One can analyze the heck out of things and tie them all up nicely into a significant package called a book, yet once in a while someone comes along and nails a topic with a pithy statement. That’s one reason am a fan of quotes: If someone can sum up what it might take me a while to explain, the power to them.
Recently i watched a George Carlin segment where he did that for a topic that gets miles of discussion, (and, no offense, ladies!),
"Everybody’s got a cell phone that’ll make pancakes and rub their balls, so nobody wants to rock the boat."
Ok a smidgen of analysis… pancakes are a comfort food, warm and soft…In sum: It’s the comfort zone, stupid!
Consumerism… commodification… public relations and the sales pitch, pitch, pitch… drive it into their heads like a woodpecker in early Spring (no offense to my pals the woodpeckers) . . . the sacred sounds of the wild replaced with you’re just a car honk or a squealing brake away from a drive-thru one-click experience of, cue the Jagger, “sat-is-fact-ion” . . .
But wait, rather Tom Waits for it, there’s more: “The large print giveth and the small print taketh away.”
But even more seriously, “…the executioner’s face is always well hidden.” - Dylan.
Speaking of, I just read an excellently informative book, The Trillion Dollar Silencer: Why There Is So Little Anti-War Protest in the United States by Joan Roelofs, (Clarity Press, 2022). The answer is basically in the title yet the details and nuances make for a good read, or check out videos with the author herself, or here’s part-1 of my podcast book review. One of the gists is how the intricate web of funding – sometimes blatant, sometimes under the radar – keeps the squeaky F-16 wheel of karma greased and the pancakes syruped.
There’s nothing wrong with a comfort zone; it’s often what keeps us going lest we slide into the Buddhist slippery slope of suffering, where, sadly, too many currently are nowadays — some not by their own choosing (Palestinians). But when the comfort zone becomes THE standard of living at the expense of Earth, species, fellow men, women and whatevers, the lazy haze seeps into a norm numbing standard of selfishly not living fully, rather biding time, just getting by, “Comfortably Numb” . . . where you literally become part of the machine, or more organically if you prefer, part potato stuck to man-made couch, part pancake stuck to cushioned booth.

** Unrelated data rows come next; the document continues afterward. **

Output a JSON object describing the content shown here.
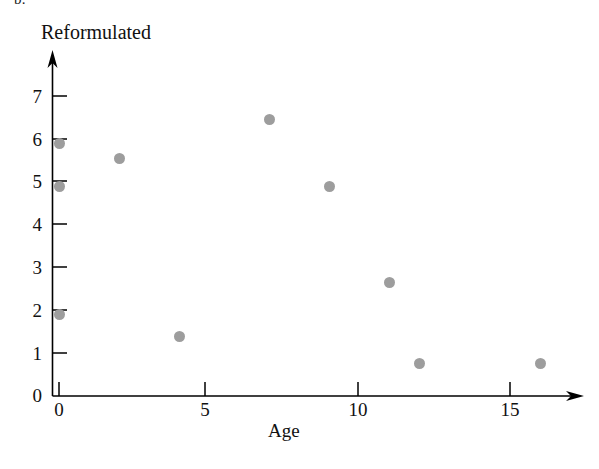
{
  "figure": {
    "part_label": "b.",
    "ylabel": "Reformulated",
    "xlabel": "Age"
  },
  "axes": {
    "y_ticks": [
      "0",
      "1",
      "2",
      "3",
      "4",
      "5",
      "6",
      "7"
    ],
    "x_ticks": [
      "0",
      "5",
      "10",
      "15"
    ],
    "dot_color": "#9d9d9d",
    "axis_color": "#000000"
  },
  "chart_data": {
    "type": "scatter",
    "title": "",
    "subtitle": "",
    "xlabel": "Age",
    "ylabel": "Reformulated",
    "xlim": [
      0,
      18
    ],
    "ylim": [
      0,
      7.6
    ],
    "xticks": [
      0,
      5,
      10,
      15
    ],
    "yticks": [
      0,
      1,
      2,
      3,
      4,
      5,
      6,
      7
    ],
    "grid": false,
    "legend": null,
    "annotations": [
      "b."
    ],
    "marker": {
      "shape": "circle",
      "color": "#9d9d9d",
      "size": 11
    },
    "points": [
      {
        "x": 0,
        "y": 5.9
      },
      {
        "x": 0,
        "y": 4.9
      },
      {
        "x": 0,
        "y": 1.9
      },
      {
        "x": 2,
        "y": 5.55
      },
      {
        "x": 4,
        "y": 1.4
      },
      {
        "x": 7,
        "y": 6.45
      },
      {
        "x": 9,
        "y": 4.9
      },
      {
        "x": 11,
        "y": 2.65
      },
      {
        "x": 12,
        "y": 0.75
      },
      {
        "x": 16,
        "y": 0.75
      }
    ],
    "x": [
      0,
      0,
      0,
      2,
      4,
      7,
      9,
      11,
      12,
      16
    ],
    "values": [
      5.9,
      4.9,
      1.9,
      5.55,
      1.4,
      6.45,
      4.9,
      2.65,
      0.75,
      0.75
    ]
  }
}
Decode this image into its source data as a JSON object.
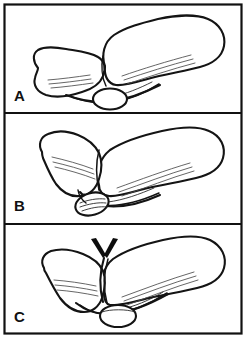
{
  "figure": {
    "style": "black-ink line art on white background",
    "width": 246,
    "height": 338,
    "frame_color": "#111111",
    "ink_color": "#141414",
    "background_color": "#ffffff"
  },
  "panels": [
    {
      "id": "panel-a",
      "label": "A",
      "label_x": 14,
      "label_y": 101,
      "caption": "",
      "arrow_present": false,
      "description": "Proximal bone angled upward to the right with a rounded joint head; smaller bone to the left; small oval sesamoid sits below the joint"
    },
    {
      "id": "panel-b",
      "label": "B",
      "label_x": 14,
      "label_y": 211,
      "caption": "",
      "arrow_present": false,
      "description": "Joint with the oval sesamoid displaced downward and tilted, shown with internal striations"
    },
    {
      "id": "panel-c",
      "label": "C",
      "label_x": 14,
      "label_y": 322,
      "caption": "",
      "arrow_present": true,
      "arrow_type": "v-chevron",
      "arrow_x": 104,
      "arrow_y": 246,
      "description": "Joint with a V-shaped chevron arrow marker pointing down at the joint line; oval sesamoid seated below"
    }
  ],
  "dividers": [
    {
      "y": 113
    },
    {
      "y": 224
    }
  ],
  "frame": {
    "x": 4,
    "y": 4,
    "width": 238,
    "height": 330
  },
  "colors": {
    "ink": "#141414",
    "hatch": "#4a4a4a",
    "frame": "#111111",
    "paper": "#ffffff",
    "arrow": "#0d0d0d"
  }
}
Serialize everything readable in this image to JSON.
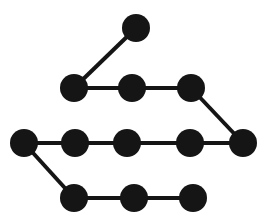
{
  "figure": {
    "width": 275,
    "height": 222,
    "background_color": "#ffffff",
    "node_color": "#151515",
    "edge_color": "#151515",
    "node_radius": 14,
    "edge_width": 4
  },
  "graph": {
    "type": "undirected-path",
    "node_count": 12,
    "edge_count": 11,
    "nodes": [
      {
        "id": "n1",
        "label": "1",
        "x": 136,
        "y": 28,
        "row": 1
      },
      {
        "id": "n2",
        "label": "2",
        "x": 74,
        "y": 88,
        "row": 2
      },
      {
        "id": "n3",
        "label": "3",
        "x": 132,
        "y": 88,
        "row": 2
      },
      {
        "id": "n4",
        "label": "4",
        "x": 191,
        "y": 88,
        "row": 2
      },
      {
        "id": "n5",
        "label": "5",
        "x": 243,
        "y": 143,
        "row": 3
      },
      {
        "id": "n6",
        "label": "6",
        "x": 190,
        "y": 143,
        "row": 3
      },
      {
        "id": "n7",
        "label": "7",
        "x": 127,
        "y": 143,
        "row": 3
      },
      {
        "id": "n8",
        "label": "8",
        "x": 75,
        "y": 143,
        "row": 3
      },
      {
        "id": "n9",
        "label": "9",
        "x": 24,
        "y": 143,
        "row": 3
      },
      {
        "id": "n10",
        "label": "10",
        "x": 74,
        "y": 198,
        "row": 4
      },
      {
        "id": "n11",
        "label": "11",
        "x": 134,
        "y": 198,
        "row": 4
      },
      {
        "id": "n12",
        "label": "12",
        "x": 193,
        "y": 198,
        "row": 4
      }
    ],
    "edges": [
      {
        "id": "e1",
        "from": "n1",
        "to": "n2",
        "x1": 136,
        "y1": 28,
        "x2": 74,
        "y2": 88
      },
      {
        "id": "e2",
        "from": "n2",
        "to": "n3",
        "x1": 74,
        "y1": 88,
        "x2": 132,
        "y2": 88
      },
      {
        "id": "e3",
        "from": "n3",
        "to": "n4",
        "x1": 132,
        "y1": 88,
        "x2": 191,
        "y2": 88
      },
      {
        "id": "e4",
        "from": "n4",
        "to": "n5",
        "x1": 191,
        "y1": 88,
        "x2": 243,
        "y2": 143
      },
      {
        "id": "e5",
        "from": "n5",
        "to": "n6",
        "x1": 243,
        "y1": 143,
        "x2": 190,
        "y2": 143
      },
      {
        "id": "e6",
        "from": "n6",
        "to": "n7",
        "x1": 190,
        "y1": 143,
        "x2": 127,
        "y2": 143
      },
      {
        "id": "e7",
        "from": "n7",
        "to": "n8",
        "x1": 127,
        "y1": 143,
        "x2": 75,
        "y2": 143
      },
      {
        "id": "e8",
        "from": "n8",
        "to": "n9",
        "x1": 75,
        "y1": 143,
        "x2": 24,
        "y2": 143
      },
      {
        "id": "e9",
        "from": "n9",
        "to": "n10",
        "x1": 24,
        "y1": 143,
        "x2": 74,
        "y2": 198
      },
      {
        "id": "e10",
        "from": "n10",
        "to": "n11",
        "x1": 74,
        "y1": 198,
        "x2": 134,
        "y2": 198
      },
      {
        "id": "e11",
        "from": "n11",
        "to": "n12",
        "x1": 134,
        "y1": 198,
        "x2": 193,
        "y2": 198
      }
    ]
  }
}
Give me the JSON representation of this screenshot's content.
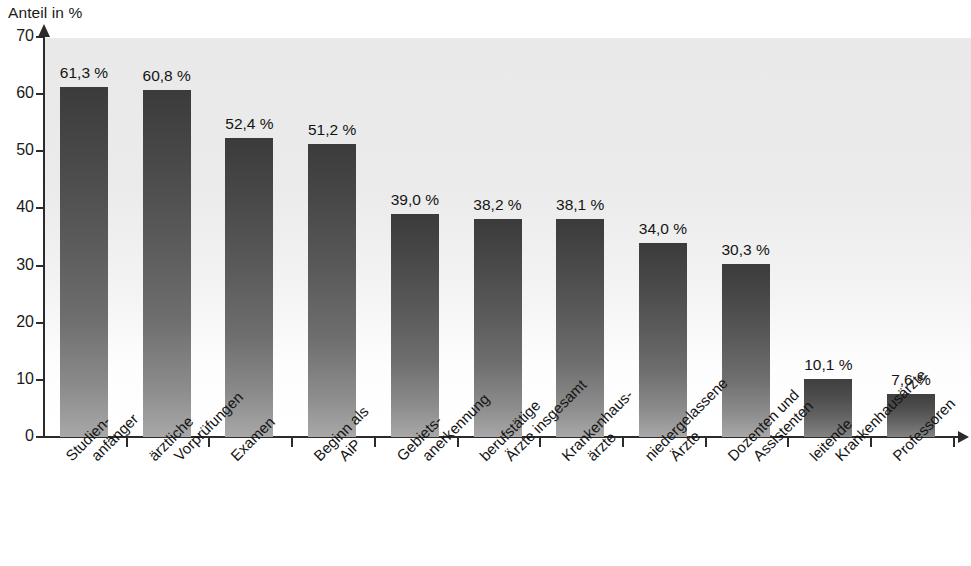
{
  "chart_data": {
    "type": "bar",
    "title": "",
    "ylabel": "Anteil in %",
    "xlabel": "",
    "ylim": [
      0,
      70
    ],
    "yticks": [
      0,
      10,
      20,
      30,
      40,
      50,
      60,
      70
    ],
    "grid": false,
    "legend": null,
    "value_suffix": " %",
    "decimal_separator": ",",
    "categories": [
      "Studien-\nanfänger",
      "ärztliche\nVorprüfungen",
      "Examen",
      "Beginn als\nAiP",
      "Gebiets-\nanerkennung",
      "berufstätige\nÄrzte insgesamt",
      "Krankenhaus-\närzte",
      "niedergelassene\nÄrzte",
      "Dozenten und\nAssistenten",
      "leitende\nKrankenhausärzte",
      "Professoren"
    ],
    "values": [
      61.3,
      60.8,
      52.4,
      51.2,
      39.0,
      38.2,
      38.1,
      34.0,
      30.3,
      10.1,
      7.6
    ],
    "value_labels": [
      "61,3 %",
      "60,8 %",
      "52,4 %",
      "51,2 %",
      "39,0 %",
      "38,2 %",
      "38,1 %",
      "34,0 %",
      "30,3 %",
      "10,1 %",
      "7,6 %"
    ]
  },
  "axis": {
    "y_title": "Anteil in %",
    "y_tick_labels": [
      "0",
      "10",
      "20",
      "30",
      "40",
      "50",
      "60",
      "70"
    ]
  },
  "categories_lines": [
    {
      "l1": "Studien-",
      "l2": "anfänger"
    },
    {
      "l1": "ärztliche",
      "l2": "Vorprüfungen"
    },
    {
      "l1": "Examen",
      "l2": ""
    },
    {
      "l1": "Beginn als",
      "l2": "AiP"
    },
    {
      "l1": "Gebiets-",
      "l2": "anerkennung"
    },
    {
      "l1": "berufstätige",
      "l2": "Ärzte insgesamt"
    },
    {
      "l1": "Krankenhaus-",
      "l2": "ärzte"
    },
    {
      "l1": "niedergelassene",
      "l2": "Ärzte"
    },
    {
      "l1": "Dozenten und",
      "l2": "Assistenten"
    },
    {
      "l1": "leitende",
      "l2": "Krankenhausärzte"
    },
    {
      "l1": "Professoren",
      "l2": ""
    }
  ],
  "colors": {
    "bar_top": "#3b3b3b",
    "bar_bottom": "#a8a8a8",
    "axis": "#2b2b2b",
    "plot_bg_top": "#e9e9e9",
    "plot_bg_bottom": "#ffffff",
    "text": "#141414"
  }
}
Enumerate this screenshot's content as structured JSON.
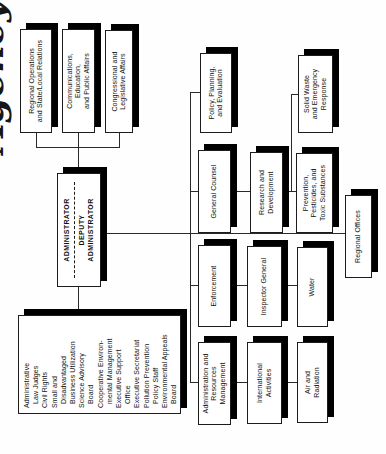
{
  "page": {
    "clipped_title": "Agency",
    "colors": {
      "ink": "#1c1c1c",
      "paper": "#ffffff",
      "shadow": "#000000"
    }
  },
  "org": {
    "administrator": {
      "title": "ADMINISTRATOR",
      "deputy": "DEPUTY\nADMINISTRATOR"
    },
    "staff_offices": [
      {
        "label": "Administrative\n  Law Judges"
      },
      {
        "label": "Civil Rights"
      },
      {
        "label": "Small and\n  Disadvantaged\n  Business Utilization"
      },
      {
        "label": "Science Advisory\n  Board"
      },
      {
        "label": "Cooperative Environ-\n  mental Management"
      },
      {
        "label": "Executive Support\n  Office"
      },
      {
        "label": "Executive Secretariat"
      },
      {
        "label": "Pollution Prevention\n  Policy Staff"
      },
      {
        "label": "Environmental Appeals\n  Board"
      }
    ],
    "offices": {
      "regional_operations": "Regional Operations\nand State/Local Relations",
      "communications": "Communications,\nEducation,\nand Public Affairs",
      "congressional": "Congressional and\nLegislative Affairs",
      "administration_resources": "Administration and\nResources\nManagement",
      "enforcement": "Enforcement",
      "general_counsel": "General Counsel",
      "policy_planning": "Policy, Planning,\nand Evaluation",
      "international": "International\nActivities",
      "inspector_general": "Inspector General",
      "research_development": "Research and\nDevelopment",
      "air_radiation": "Air and\nRadiation",
      "water": "Water",
      "prevention_pesticides": "Prevention,\nPesticides, and\nToxic Substances",
      "solid_waste": "Solid Waste\nand Emergency\nResponse",
      "regional_offices": "Regional Offices"
    }
  }
}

Carlin’s line most of all reminded me of another from a 1983 spoken word piece by John Trudell, also in his 2008 book Lines from a Mined Mind in “Very Eyes”:
"your mind for a hairdryer”
This speaks to me of how the reliance on the appliance has reduced the capacity for thinking, or for making things with one’s hands, or any manner of effort that requires a bit of work, call it discomfort if you like. “But nothing worth having comes without some kind of fight / Got to kick at the darkness 'til it bleeds daylight” - Bruce Cockburn.
Maybe ten years ago, instead of buying my niece a birthday present, i wrapped a tomato from my garden and wrote a little something to go with it, something to the effect that it took months to make the present; building up to the opening of the gift was part of the presentation. What’s memorable is that it was the biggest “thank you” i had gotten in years, and she remembers it to this day.
Everyone measures their own penchants for effort with pain . . . in the flow with pleasure . . . and all manner of combinations thereabouts.
Carlin’s gone, but the whales are still here, warning us that the boat is already rocking.